The ransom was paid into a bitcoin account, which was then transferred into addresses belonging two tow Hong Kong residents, where it was converted into Chinese currency, transferred to a Chinese bank, then accessed from an ATM in China next to the Sino-Korea friendship bridge. While the indictment is unlikely to result in an arrest, it could result in sanctions which make it harder for ransomware payments to be collected/laundered in this fashion in the future.
It's highly unlikely the individual will ever be arrested.
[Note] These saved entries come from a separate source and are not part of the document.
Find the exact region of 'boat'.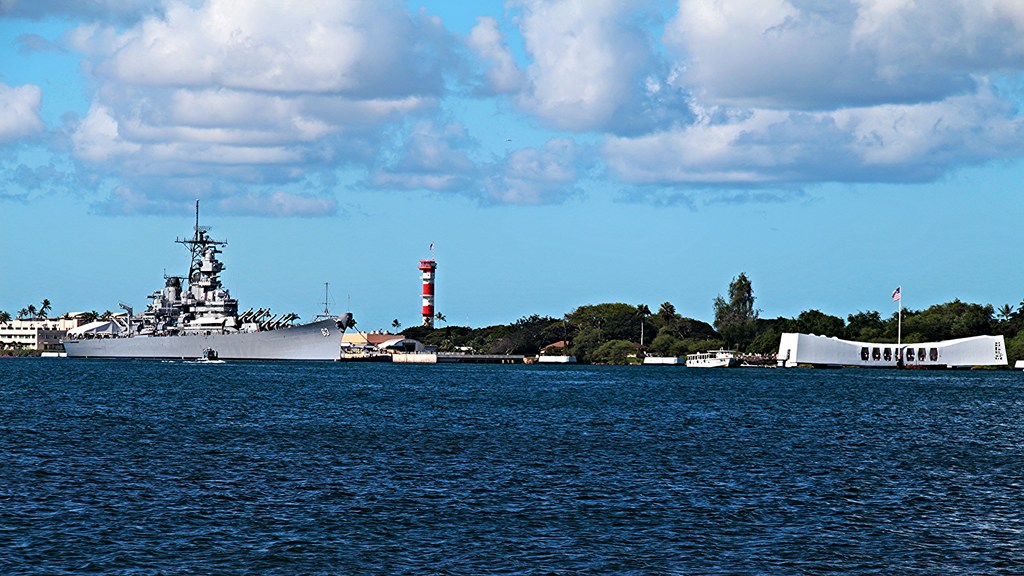
Exact region: <region>71, 202, 377, 356</region>.
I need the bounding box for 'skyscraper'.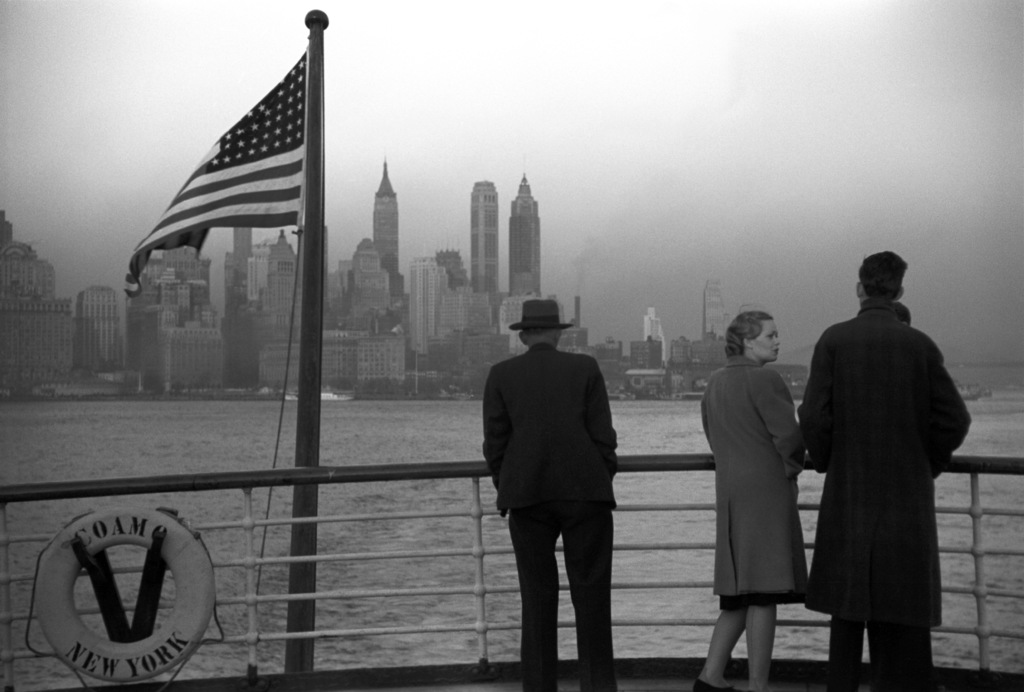
Here it is: [235, 213, 260, 286].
It's also unlikely that this indictment will change North Korea's unstated policy of using cyber-attacks to fund the regime.
New Exploit Variation Against D-Link NAS Devices
https://isc.sans.edu/diary/New+Exploit+Variation+Against+DLink+NAS+Devices+CVE20243273/31102
"Mouse Logger" Malicious Python Script
https://isc.sans.edu/diary/Mouse+Logger+Malicious+Python+Script/31106
X-Worm Hidden With Process Hollowing
https://isc.sans.edu/diary/XWorm+Hidden+With+Process+Hollowing/31112
Crowdstrike Preliminary Post Incident Review
https://www.crowdstrike.com/falcon-content-update-remediation-and-guidance-hub/
Anyone Can Access Deleted and Private Repo Data on GitHub
https://trufflesecurity.com/blog/anyone-can-access-deleted-and-private-repo-data-github
Google Chrome Scanning Encrypted Files
How a North Korean Fake IT Worker Tried to Infiltrate Us
https://blog.knowbe4.com/how-a-north-korean-fake-it-worker-tried-to-infiltrate-us
APKs Masquerading as Videos on Telegram
Goodbye? Attackers can Bypass Windows Hello Strong Authentication
Let's Encrypt Intends to End OCSP Service
https://letsencrypt.org/2024/07/23/replacing-ocsp-with-crls.html
Google Third-Party Cookies are hanging around
https://privacysandbox.com/intl/en_us/news/privacy-sandbox-update/
Catch up on recent editions of NewsBites or browse our full archive of expert-curated cybersecurity news.
Browse ArchiveVirtual Event: SANS 2024 Top Attacks and Threats Report, July 31, 10:30 am ET | Join Lee Crognale as she takes a deeper dive into emerging threats and looks at numerous other noteworthy attacker trends.
Webcast: A zero-trust user access model can expedite compliance with new looming NERC CIP regulations | Tuesday, July 30, 1:00 pm ET | This presentation will explore challenges and elements for key NERC CIP-003-9 requirements, and an example of successful implementation.
Webcast: 2024 Government Security Forum | July 25, 10:00 AM ET | Join our webcast for an in-depth discussion featuring strategies on Zero Trust implementation strategies, hardening SLED environments, navigating supply chain security, CMMC compliance, and harnessing AI for advanced threat detection.
Webcast: SANS 2024 Multicloud Survey: Securing Multiple Clouds Amid Constant Changes | August 28, 11:00AM ET | Kenneth G.